The salesman can cut the car you want from your buying options, or stick conditions on it that will make up for the difference with the other models.
That's what we're seeing with Youtube for instance: your choice is to pay Youtube's price for Premium (litteraly paying to not get bullied), sit through all the ads in the world, or get three strikes after playing the ad-blocking cat and mouse game for long enough.
Of course you're still free to go somewhere else, in a world where even public guides and presentations will often be pushed on youtube only, to alleviate for the bandwidth costs on standard web services.
> The salesman can cut the car you want from your buying options, or stick conditions on it that will make up for the difference with the other models.
My favourite approach to this is to write an email to all dealerships within the radius I’m willing to go, explaining what I want, then “publicly” make them bid for my business in a thread with their peers. I’ve had it work several times now.
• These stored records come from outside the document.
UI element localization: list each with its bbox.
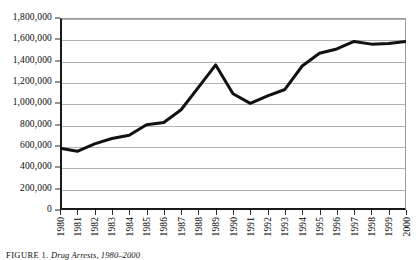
x-axis-tick-label: 1987 — [177, 217, 187, 236]
x-axis-tick — [147, 210, 148, 215]
x-axis-tick — [302, 210, 303, 215]
x-axis-tick-label: 1988 — [194, 217, 204, 236]
x-axis-tick-label: 1991 — [246, 217, 256, 236]
y-axis-tick-label: 1,800,000 — [13, 13, 52, 23]
x-axis-tick-label: 1990 — [229, 217, 239, 236]
x-axis-tick-label: 1998 — [367, 217, 377, 236]
x-axis-tick-label: 2000 — [402, 217, 412, 236]
y-axis-tick-label: 1,400,000 — [13, 56, 52, 66]
x-axis-tick-label: 1983 — [107, 217, 117, 236]
y-axis-tick-label: 1,000,000 — [13, 99, 52, 109]
y-axis-tick-label: 600,000 — [20, 141, 52, 151]
x-axis-tick-label: 1992 — [263, 217, 273, 236]
figure-caption: FIGURE 1. Drug Arrests, 1980–2000 — [6, 250, 140, 260]
x-axis-tick — [164, 210, 165, 215]
x-axis-tick — [233, 210, 234, 215]
data-line-chart — [60, 18, 406, 210]
x-axis-tick-label: 1995 — [315, 217, 325, 236]
x-axis-tick-label: 1996 — [332, 217, 342, 236]
y-axis: 0200,000400,000600,000800,0001,000,0001,… — [0, 18, 60, 210]
x-axis-tick — [77, 210, 78, 215]
x-axis-tick — [406, 210, 407, 215]
x-axis-tick — [337, 210, 338, 215]
x-axis-tick-label: 1981 — [73, 217, 83, 236]
x-axis-tick-label: 1997 — [350, 217, 360, 236]
x-axis-tick — [285, 210, 286, 215]
y-axis-tick-label: 200,000 — [20, 184, 52, 194]
x-axis-tick — [216, 210, 217, 215]
y-axis-tick-label: 400,000 — [20, 163, 52, 173]
caption-title: Drug Arrests, 1980–2000 — [51, 250, 140, 260]
x-axis-tick — [371, 210, 372, 215]
x-axis-labels: 1980198119821983198419851986198719881989… — [60, 217, 406, 249]
x-axis-tick — [129, 210, 130, 215]
y-axis-tick-label: 0 — [47, 205, 52, 215]
x-axis-tick-label: 1994 — [298, 217, 308, 236]
x-axis-tick — [181, 210, 182, 215]
x-axis-tick — [60, 210, 61, 215]
x-axis-tick — [112, 210, 113, 215]
x-axis-tick-label: 1984 — [125, 217, 135, 236]
x-axis-tick-label: 1993 — [280, 217, 290, 236]
x-axis-tick-label: 1985 — [142, 217, 152, 236]
y-axis-tick-label: 1,200,000 — [13, 77, 52, 87]
x-axis-tick — [320, 210, 321, 215]
y-axis-tick-label: 1,600,000 — [13, 35, 52, 45]
x-axis-tick-label: 1982 — [90, 217, 100, 236]
x-axis-tick — [354, 210, 355, 215]
x-axis-tick-label: 1989 — [211, 217, 221, 236]
x-axis-tick-label: 1980 — [56, 217, 66, 236]
x-axis-tick — [95, 210, 96, 215]
series-line — [60, 41, 406, 151]
x-axis-tick-label: 1999 — [384, 217, 394, 236]
caption-label: FIGURE 1. — [6, 250, 49, 260]
plot-area — [60, 18, 406, 210]
figure-container: 0200,000400,000600,000800,0001,000,0001,… — [0, 0, 416, 260]
x-axis-ticks — [60, 210, 406, 216]
x-axis-tick — [250, 210, 251, 215]
y-axis-tick-label: 800,000 — [20, 120, 52, 130]
x-axis-tick — [198, 210, 199, 215]
x-axis-tick-label: 1986 — [159, 217, 169, 236]
x-axis-tick — [389, 210, 390, 215]
x-axis-tick — [268, 210, 269, 215]
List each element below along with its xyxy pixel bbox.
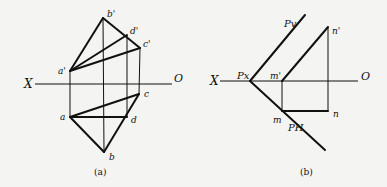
edge-a-c [70, 94, 139, 117]
label-d: d [131, 115, 137, 125]
caption-b: (b) [300, 167, 313, 177]
x-label-a: X [23, 77, 33, 91]
edge-a-prime-d-prime [70, 35, 127, 71]
projector-c [139, 48, 140, 94]
trace-ph [250, 81, 325, 150]
edge-a-prime-b-prime [70, 18, 103, 71]
label-m-prime: m' [270, 71, 281, 81]
edge-a-b [70, 117, 104, 152]
edge-a-prime-c-prime [70, 48, 140, 71]
x-label-b: X [209, 74, 219, 88]
projector-b [103, 18, 104, 152]
o-label-a: O [174, 72, 183, 85]
figure-b: X O Px Pv PH m' n' m n (b) [209, 15, 370, 177]
label-n: n [333, 109, 339, 119]
label-c-prime: c' [143, 39, 151, 49]
diagram-canvas: X O b' d' c' a' c a d b (a) X O Px Pv PH… [0, 0, 387, 187]
label-pv: Pv [283, 18, 297, 29]
o-label-b: O [361, 70, 370, 83]
label-px: Px [236, 70, 250, 81]
label-b-prime: b' [107, 9, 115, 19]
label-ph: PH [287, 122, 304, 133]
label-c: c [144, 89, 149, 99]
label-d-prime: d' [130, 26, 138, 36]
label-b: b [109, 152, 115, 162]
label-n-prime: n' [332, 26, 340, 36]
figure-a: X O b' d' c' a' c a d b (a) [23, 9, 183, 177]
label-m: m [273, 115, 282, 125]
label-a-prime: a' [58, 66, 66, 76]
label-a: a [60, 112, 65, 122]
caption-a: (a) [94, 167, 106, 177]
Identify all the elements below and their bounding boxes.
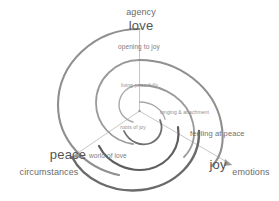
arrow-heads: [72, 152, 232, 166]
arc-joy-inner: [140, 85, 194, 157]
arc-peace-core: [124, 120, 162, 144]
spiral-arm-joy: [140, 60, 223, 166]
center-hub: [138, 110, 140, 112]
arrow-head-peace: [72, 152, 80, 158]
spiral-diagram-svg: [0, 0, 279, 201]
arc-peace-outer: [72, 131, 199, 190]
arc-joy-outer: [140, 60, 223, 166]
arc-joy-core: [140, 102, 166, 119]
radial-line-lower-left: [72, 111, 140, 157]
arc-love-outer: [58, 29, 140, 175]
spiral-diagram-canvas: agency love opening to joy living peacef…: [0, 0, 279, 201]
spiral-arm-love: [58, 29, 140, 175]
arc-love-core: [119, 85, 140, 122]
arc-love-inner: [96, 60, 140, 144]
arrow-head-joy: [224, 159, 232, 166]
spiral-arm-peace: [72, 120, 199, 190]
> If you know which car you want to buy it doesn't matter what the salesman has to say.
Sure it does. The salesman may have information you were not aware of. They could even tell you something which satisfies your needs better and is cheaper. Not all salesman are out to screw you, some really care about a happy customer.
I’m reminded of an old Hypercritical episode. If you ever heard John Siracusa, you know he does his research and knows what he wants. Yet when it came time buy a TV, which he had intensively researched, the salesman mentioned plasma and how the tech had improved and it threw a wrench in Siracusa’s whole decision.
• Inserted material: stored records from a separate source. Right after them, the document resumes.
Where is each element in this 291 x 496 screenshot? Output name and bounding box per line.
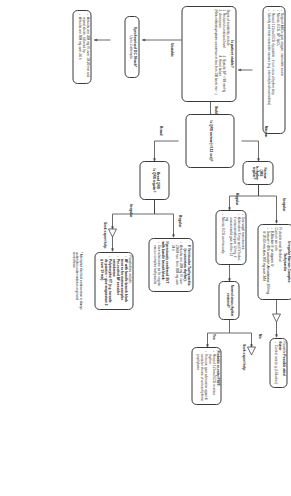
box-irregular-narrow-complex: Irregular Narrow Complex Tachycardia Pro… xyxy=(257,224,291,300)
tachycardia-algorithm: Support ABCs: give oxygen; cannulate a v… xyxy=(0,0,291,496)
vt-drug-list: Amiodarone 300 mg IV over 20-60 min; the… xyxy=(169,242,181,289)
list-item: Give adenosine as for regular narrow com… xyxy=(151,245,159,289)
cardioversion-footnote: * Attempted electrical cardioversion is … xyxy=(70,252,81,310)
box-is-patient-stable: Is patient stable? Signs of instability … xyxy=(181,6,236,102)
list-item: Identify and treat reversible causes (e.… xyxy=(265,13,269,131)
inct-list: β-Blocker IV or digoxin IV If onset < 48… xyxy=(260,228,272,297)
vt-secondary-list: Give adenosine as for regular narrow com… xyxy=(151,242,159,289)
edge-label-yes: Yes xyxy=(211,334,215,340)
edge-label-no: No xyxy=(257,334,261,338)
edge-label-irregular-broad: Irregular xyxy=(128,204,132,217)
possibility-text-1: AF with bundle branch block treat as for… xyxy=(119,259,127,302)
dc-shock-subtitle: Up to 3 attempts xyxy=(127,20,131,75)
narrow-qrs-title-line2: Is rhythm regular? xyxy=(250,165,258,182)
box-synchronised-dc-shock: Synchronised DC Shock* Up to 3 attempts xyxy=(124,16,139,78)
sinus-restored-title: Normal sinus rhythm restored? xyxy=(225,285,233,317)
box-sinus-rhythm-restored: Normal sinus rhythm restored? xyxy=(218,281,239,320)
box-broad-irregular-possibilities: Possibilities include: AF with bundle br… xyxy=(94,252,133,310)
box-narrow-qrs: Narrow QRS Is rhythm regular? xyxy=(242,161,273,185)
vagal-list: Use vagal manoeuvres Adenosine 6 mg rapi… xyxy=(219,214,243,262)
flutter-title-text: Possible atrial flutter xyxy=(277,342,285,376)
list-item: Amiodarone 900 mg over 24 h xyxy=(76,17,80,81)
patient-stable-title: Is patient stable? xyxy=(229,10,233,99)
box-ventricular-tachycardia: If Ventricular Tachycardia (or uncertain… xyxy=(148,238,193,292)
inct-item-1: β-Blocker IV or digoxin IV xyxy=(269,231,273,267)
possibilities-list: AF with bundle branch block treat as for… xyxy=(98,256,126,307)
qrs-narrow-title: Is QRS narrow (<0.12 sec)? xyxy=(208,121,212,162)
broad-qrs-title-line2: Is QRS regular? xyxy=(150,169,154,193)
inct-item-2: If onset < 48 h consider: Amiodarone 300… xyxy=(261,231,269,294)
shock-drug-list: Amiodarone 300 mg IV over 10-20 min and … xyxy=(76,14,88,81)
edge-label-regular-broad: Regular xyxy=(177,215,181,227)
possibility-text-2: Pre-excited AF consider amiodarone xyxy=(111,259,119,295)
edge-label-irregular-narrow: Irregular xyxy=(281,198,285,211)
connector-lines xyxy=(0,0,291,496)
list-item: Amiodarone 300 mg IV over 20-60 min; the… xyxy=(169,245,181,289)
dc-shock-title: Synchronised DC Shock* xyxy=(132,20,136,75)
expert-help-label-narrow: Seek expert help xyxy=(241,344,245,370)
list-item: Monitor ECG continuously xyxy=(219,217,223,262)
flowchart-viewport: Support ABCs: give oxygen; cannulate a v… xyxy=(0,0,291,496)
edge-label-narrow: Narrow xyxy=(263,126,267,137)
box-vagal-manoeuvres: Use vagal manoeuvres Adenosine 6 mg rapi… xyxy=(215,210,246,265)
box-shock-drugs: Amiodarone 300 mg IV over 10-20 min and … xyxy=(73,10,92,84)
inct-title-line2: Tachycardia xyxy=(281,228,285,297)
edge-label-regular-narrow: Regular xyxy=(234,193,238,205)
psvt-list: Record 12-lead ECG in sinus rhythm If re… xyxy=(194,351,214,402)
list-item: If recurs, give adenosine again & consid… xyxy=(194,354,206,402)
list-item: If onset < 48 h consider: Amiodarone 300… xyxy=(260,231,268,297)
possibility-text-3: Polymorphic VT (e.g. torsade de pointes … xyxy=(99,259,111,306)
box-initial-assessment: Support ABCs: give oxygen; cannulate a v… xyxy=(262,6,285,134)
box-atrial-flutter: Possible Possible atrial flutter Control… xyxy=(269,338,287,388)
patient-stable-footnote: (Rate-related symptoms uncommon at less … xyxy=(212,10,216,99)
list-item: Polymorphic VT (e.g. torsade de pointes … xyxy=(98,259,110,307)
list-item: Control rate (e.g. β-Blocker) xyxy=(272,345,276,385)
edge-label-unstable: Unstable xyxy=(169,43,173,57)
initial-assessment-list: Support ABCs: give oxygen; cannulate a v… xyxy=(265,10,282,131)
edge-label-broad: Broad xyxy=(158,126,162,136)
list-item: Adenosine 6 mg rapid IV bolus; if unsucc… xyxy=(223,217,239,262)
vt-title-line1: If Ventricular Tachycardia xyxy=(186,242,190,289)
box-psvt: Probable re-entry PSVT: Record 12-lead E… xyxy=(191,347,221,405)
box-broad-qrs: Broad QRS Is QRS regular? xyxy=(139,161,169,200)
flowchart-canvas: Support ABCs: give oxygen; cannulate a v… xyxy=(0,0,291,496)
narrow-qrs-title-line1: Narrow QRS xyxy=(258,165,266,182)
flutter-list: Control rate (e.g. β-Blocker) xyxy=(272,342,276,385)
expert-help-label-broad: Seek expert help xyxy=(102,222,106,248)
box-is-qrs-narrow: Is QRS narrow (<0.12 sec)? xyxy=(185,114,234,168)
inct-title-line1: Irregular Narrow Complex xyxy=(286,228,290,297)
The heuristic is that pretty much anyone who is trying to sell you something is out to screw you. They are probably lying, and they are probably trying to get a quick buck from people who don't know better. And when I say anyone, I mean anyone. Youtubers, anyone on TikTok who links anything, advertisements on the web, billboards.
It's not 100% but if you follow the heuristic you save a lot of money and generally have higher quality goods in your life.
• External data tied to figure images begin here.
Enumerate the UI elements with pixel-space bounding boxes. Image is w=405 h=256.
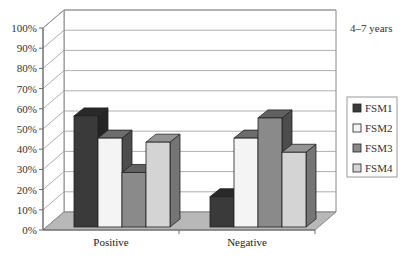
legend-item: FSM2 [353, 122, 393, 134]
legend-label: FSM4 [365, 162, 393, 174]
bar-front [258, 118, 282, 227]
legend-label: FSM1 [365, 102, 393, 114]
bar-side [306, 144, 316, 227]
legend-swatch [353, 144, 361, 152]
legend-label: FSM2 [365, 122, 393, 134]
y-tick-label: 70% [17, 83, 37, 95]
chart: 0%10%20%30%40%50%60%70%80%90%100% Positi… [0, 0, 405, 256]
legend-item: FSM4 [353, 162, 393, 174]
bar-front [74, 116, 98, 227]
y-tick-label: 90% [17, 42, 37, 54]
y-tick-label: 20% [17, 184, 37, 196]
bar-fsm4-positive [146, 134, 180, 227]
bar-front [210, 197, 234, 227]
legend-swatch [353, 124, 361, 132]
bar-front [122, 172, 146, 227]
y-tick-label: 80% [17, 62, 37, 74]
legend-swatch [353, 164, 361, 172]
bar-front [234, 138, 258, 227]
legend-label: FSM3 [365, 142, 393, 154]
bar-front [146, 142, 170, 227]
x-tick-label: Positive [93, 236, 129, 248]
bar-side [170, 134, 180, 227]
legend-item: FSM3 [353, 142, 393, 154]
y-tick-label: 100% [11, 22, 37, 34]
bar-front [282, 152, 306, 227]
age-annotation: 4–7 years [350, 22, 392, 34]
y-tick-label: 40% [17, 143, 37, 155]
y-tick-label: 0% [22, 224, 37, 236]
y-tick-label: 60% [17, 103, 37, 115]
legend-swatch [353, 104, 361, 112]
bar-front [98, 138, 122, 227]
y-tick-label: 50% [17, 123, 37, 135]
y-axis: 0%10%20%30%40%50%60%70%80%90%100% [11, 22, 43, 236]
y-tick-label: 30% [17, 163, 37, 175]
bar-fsm4-negative [282, 144, 316, 227]
x-tick-label: Negative [227, 236, 267, 248]
y-tick-label: 10% [17, 204, 37, 216]
x-axis: PositiveNegative [43, 230, 315, 248]
legend-item: FSM1 [353, 102, 393, 114]
legend: FSM1FSM2FSM3FSM4 [347, 97, 397, 177]
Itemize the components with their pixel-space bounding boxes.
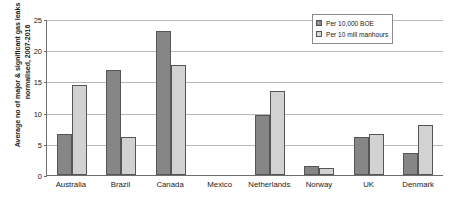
- chart-legend: Per 10,000 BOEPer 10 mill manhours: [312, 14, 393, 44]
- bar: [156, 31, 171, 175]
- x-axis-label: Netherlands: [245, 180, 295, 196]
- bar-group: [47, 20, 97, 175]
- bar-group: [97, 20, 147, 175]
- y-axis-tick: [44, 176, 47, 177]
- bar: [354, 137, 369, 175]
- bar: [57, 134, 72, 175]
- bar: [418, 125, 433, 175]
- bar: [106, 70, 121, 175]
- bar: [255, 115, 270, 175]
- x-axis-label: Denmark: [393, 180, 443, 196]
- bar-group: [146, 20, 196, 175]
- legend-label: Per 10 mill manhours: [326, 31, 388, 38]
- x-axis-label: Brazil: [96, 180, 146, 196]
- bar: [319, 168, 334, 175]
- bar-group: [196, 20, 246, 175]
- gas-leaks-bar-chart: Average no of major & significant gas le…: [0, 0, 449, 213]
- y-axis-tick-label: 15: [24, 78, 42, 87]
- bar: [171, 65, 186, 175]
- bar: [72, 85, 87, 175]
- bar: [369, 134, 384, 175]
- y-axis-tick-labels: 0510152025: [22, 0, 42, 213]
- legend-item[interactable]: Per 10,000 BOE: [316, 18, 388, 28]
- y-axis-tick-label: 0: [24, 172, 42, 181]
- bar: [121, 137, 136, 175]
- bar: [403, 153, 418, 175]
- bar: [304, 166, 319, 175]
- x-axis-label: Mexico: [195, 180, 245, 196]
- bar-group: [394, 20, 444, 175]
- y-axis-tick-label: 20: [24, 47, 42, 56]
- legend-swatch-icon: [316, 20, 322, 26]
- x-axis-category-labels: AustraliaBrazilCanadaMexicoNetherlandsNo…: [46, 180, 443, 196]
- x-axis-label: Australia: [46, 180, 96, 196]
- legend-label: Per 10,000 BOE: [326, 20, 374, 27]
- x-axis-label: UK: [344, 180, 394, 196]
- y-axis-tick-label: 5: [24, 140, 42, 149]
- y-axis-tick-label: 10: [24, 109, 42, 118]
- x-axis-label: Norway: [294, 180, 344, 196]
- y-axis-tick-label: 25: [24, 16, 42, 25]
- x-axis-label: Canada: [145, 180, 195, 196]
- bar: [270, 91, 285, 175]
- legend-item[interactable]: Per 10 mill manhours: [316, 29, 388, 39]
- bar-group: [245, 20, 295, 175]
- legend-swatch-icon: [316, 31, 322, 37]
The reason we got into this mess is because advertising on the internet broke all the rules. Now lying is de-facto allowed. So then everyone else followed suit to compete. If your competitors are lying, you cannot afford not to lie.
So now all advertisement and sales are compromised and should not be trusted. Even large, previously trusted corporations are running scams in America. Professionals making six figures are acting as con artists. It's unbelievable how fast the situation has deteriorated.
What car you want to buy is just one tiny part of the transaction. The salesman can and will manipulate you on everything else from price to warranty, from payment schedule to cross-sale rebates, from maintenance subscription to registration fees, from additional options to spare tires.
You're right, they can try to manipulate you on a thousand tiny things. My counter-argument is that at a certain point, it's not worth the mental energy to fight over what amounts to pennies on the dollar.
Anecdotally, when I bought my car recently, they forgot to even offer me the extended warranty they'd planned to push. I find it funny to think it was so minor, even they forgot to care.
makeitdouble|7 months ago
That's what we're seeing with Youtube for instance: your choice is to pay Youtube's price for Premium (litteraly paying to not get bullied), sit through all the ads in the world, or get three strikes after playing the ad-blocking cat and mouse game for long enough.
Of course you're still free to go somewhere else, in a world where even public guides and presentations will often be pushed on youtube only, to alleviate for the bandwidth costs on standard web services.
jen20|7 months ago
My favourite approach to this is to write an email to all dealerships within the radius I’m willing to go, explaining what I want, then “publicly” make them bid for my business in a thread with their peers. I’ve had it work several times now.
fc417fc802|7 months ago
I've never encountered this. What is it?
latexr|7 months ago
Sure it does. The salesman may have information you were not aware of. They could even tell you something which satisfies your needs better and is cheaper. Not all salesman are out to screw you, some really care about a happy customer.
I’m reminded of an old Hypercritical episode. If you ever heard John Siracusa, you know he does his research and knows what he wants. Yet when it came time buy a TV, which he had intensively researched, the salesman mentioned plasma and how the tech had improved and it threw a wrench in Siracusa’s whole decision.
https://overcast.fm/+AA3EXrnIDrA/1:23:08
const_cast|7 months ago
It's not 100% but if you follow the heuristic you save a lot of money and generally have higher quality goods in your life.
The reason we got into this mess is because advertising on the internet broke all the rules. Now lying is de-facto allowed. So then everyone else followed suit to compete. If your competitors are lying, you cannot afford not to lie.
So now all advertisement and sales are compromised and should not be trusted. Even large, previously trusted corporations are running scams in America. Professionals making six figures are acting as con artists. It's unbelievable how fast the situation has deteriorated.
denkmoon|7 months ago
vntok|7 months ago
afiodorov|7 months ago
Anecdotally, when I bought my car recently, they forgot to even offer me the extended warranty they'd planned to push. I find it funny to think it was so minor, even they forgot to care.